The inability of parliament to arrive at a consensus is in our view a collective failure of our politico-media establishment which prefers lightweight trivia and conflict between personalities. Our politics is a soap opera. In that regard we have all been cheated.

That said, we are still of the view that so much energy was wasted on what was, by that point, a whole futile Stop Brexit campaign that could have been better directed at a “What Next?” campaign. I am aware Dr Mike Galsworthy made some attempts in that regard but ultimately met resistance from both sides. We know the feeling.

Any which way you look at it, the extremes of both sides did everything possible to antagonise the other, burying the moderate compromising voices in the middle. There is toxic intolerance to be found on both sides and most of us who feel passionate about this issue have let anger cloud our judgement at times. We all failed.

Ultimately the failure to reach a consensus is the reason Boris Johnson is in charge. The previous parliament had whittled Theresa May down and boxed her in and had they managed to overcome their narcissism of small differences they could have agreed to back an Efta based solution. Instead, factionalism in the Labour party stood in the way and in the end Labour surrendered the power they had by agreeing to an election.

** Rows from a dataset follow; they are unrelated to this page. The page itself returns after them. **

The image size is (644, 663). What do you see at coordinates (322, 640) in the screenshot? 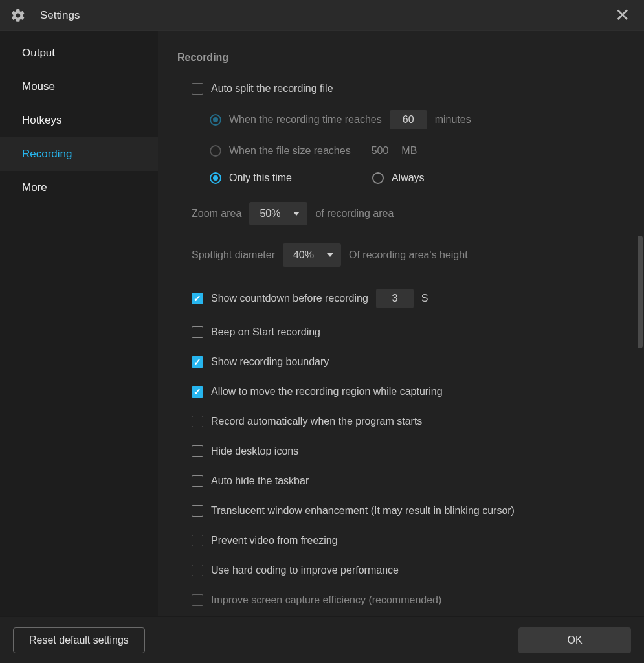
I see `footer: Reset default settings OK` at bounding box center [322, 640].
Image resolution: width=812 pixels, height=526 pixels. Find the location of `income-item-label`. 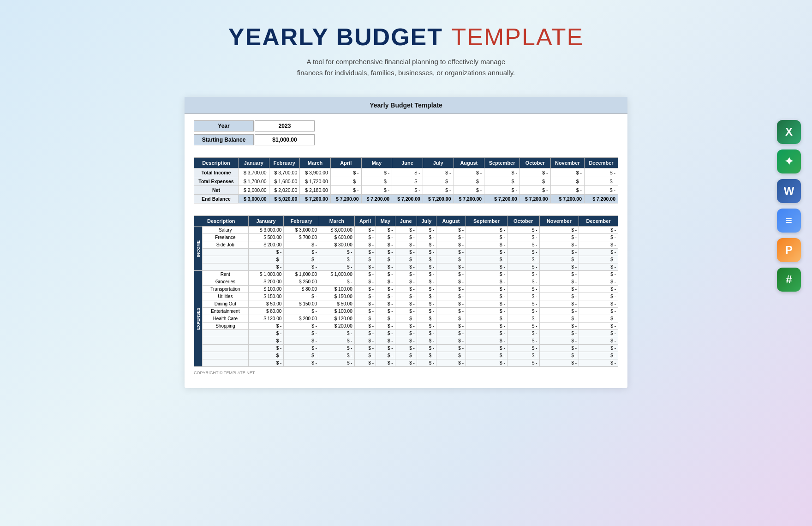

income-item-label is located at coordinates (226, 260).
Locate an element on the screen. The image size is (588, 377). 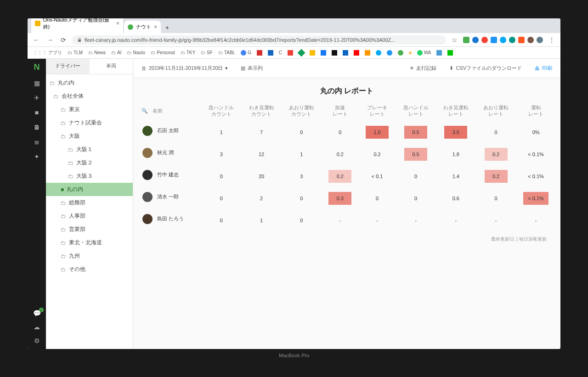
csv-download-button: ⬇ CSVファイルのダウンロード is located at coordinates (486, 68).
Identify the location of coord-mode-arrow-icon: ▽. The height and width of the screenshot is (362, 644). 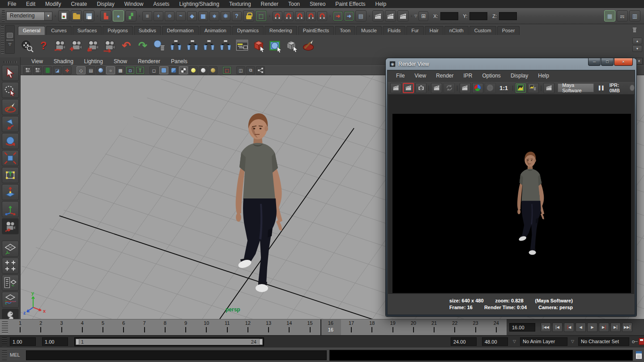
(416, 16).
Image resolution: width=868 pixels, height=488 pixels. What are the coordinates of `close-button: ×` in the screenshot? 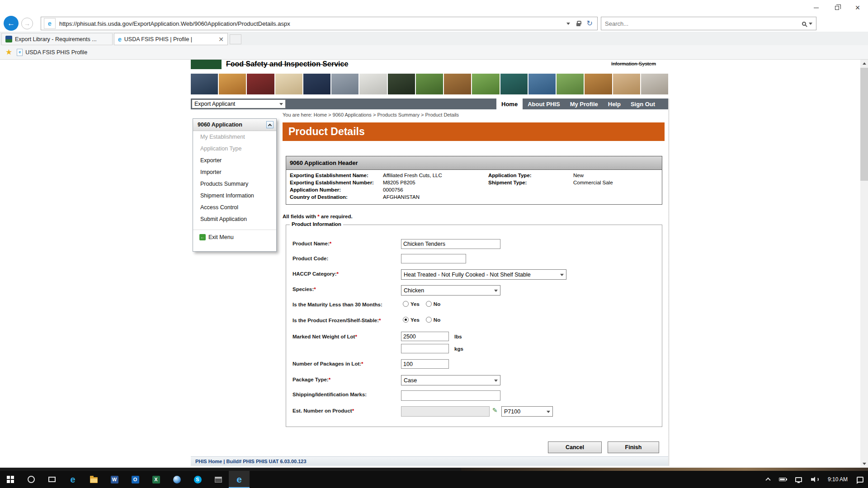 It's located at (858, 8).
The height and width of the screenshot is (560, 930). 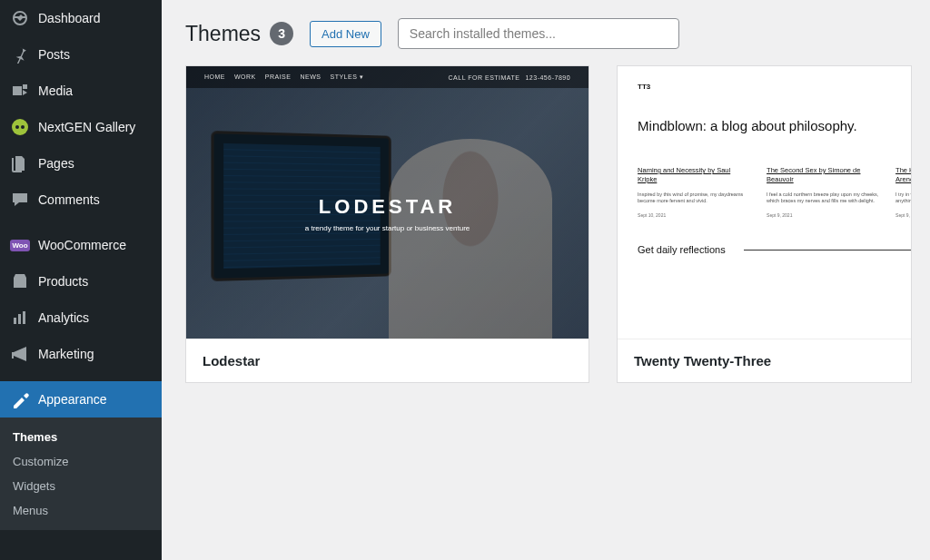 What do you see at coordinates (82, 245) in the screenshot?
I see `nav-label: WooCommerce` at bounding box center [82, 245].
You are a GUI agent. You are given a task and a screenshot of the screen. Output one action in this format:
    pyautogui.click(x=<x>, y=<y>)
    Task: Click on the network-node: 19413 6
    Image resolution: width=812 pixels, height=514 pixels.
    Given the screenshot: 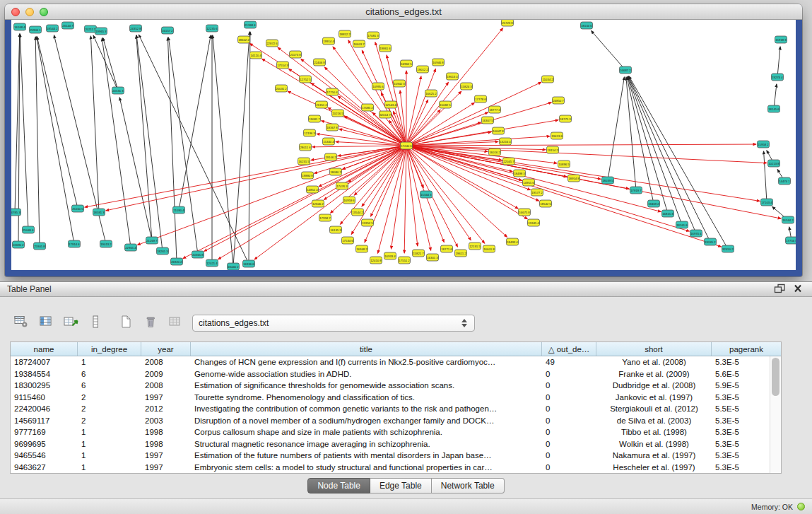 What is the action you would take?
    pyautogui.click(x=557, y=136)
    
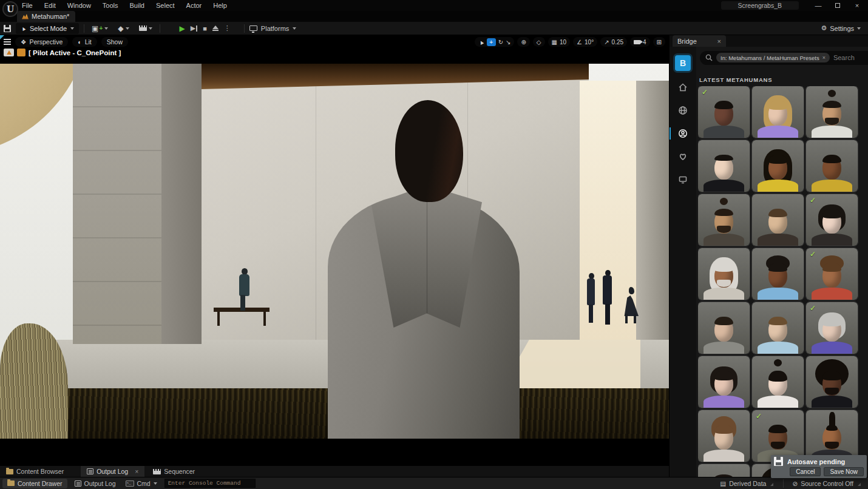  I want to click on menu-actor: Actor, so click(194, 5).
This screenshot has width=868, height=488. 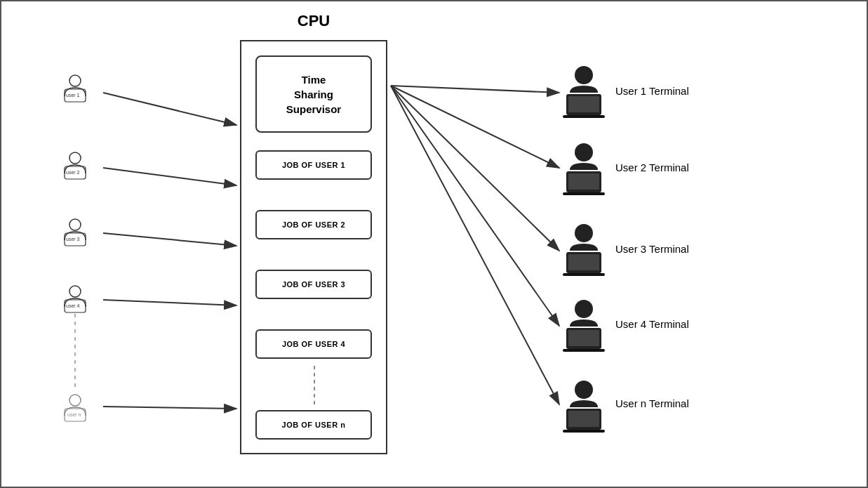 I want to click on svg-text: user 3, so click(x=73, y=239).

Now that the no dealers are steering the agenda there is zero hope of a viable deal. The Tories are about to learn that the notion of “free trade” that exists in their imaginations, exists nowhere in the real world past, present or future. All they’ll succeed in doing is destroying our single most important export market for goods and services while making Britain the first involuntary regulatory colony of the EU.

They never understood the concept of regulatory gravity and being in such close orbit of the EU, Brexit was only ever a matter of deciding from a limited array of options what mode of governance that would take. By opting not to have a deal they’ve essentially given up control and now the private sector will choose their regulations according to which regime affords them greater export potential. And that won’t be whatever the Tories dream up.

I still don’t regret voting for Brexit. I could bore you at length why I still think this is a necessary step for Britain, and you’re unlikely to agree, but Brexit was always going to be a long and messy process in order to renew our politics. Brexit has its own “BLM”esque dimension, resulting in a privileged middle class declaring open war on the working class.

The old left was about empowering working class people. The modern left is all about ensuring they stay in their lane, don’t question anything, and don’t have a say in how society is shaped. Without first resolving that schism which branches into the wider culture war, there is no basis for a coherent national consensus on anything. The Tories are just taking advantage of the distraction to implement their own ill-conceived economic experiment. There is after all nothing to stop them.

It seems that the direction it’s taking will result in the highly necessary humiliation and destruction of the Conservative Party eventually. I think perhaps on that score, we might find some common ground. When the fever burns itself out we will need to revisit the European question because, as the reaction to the original tweet shows, this is far from a settled issue. No deal cannot stay no deal.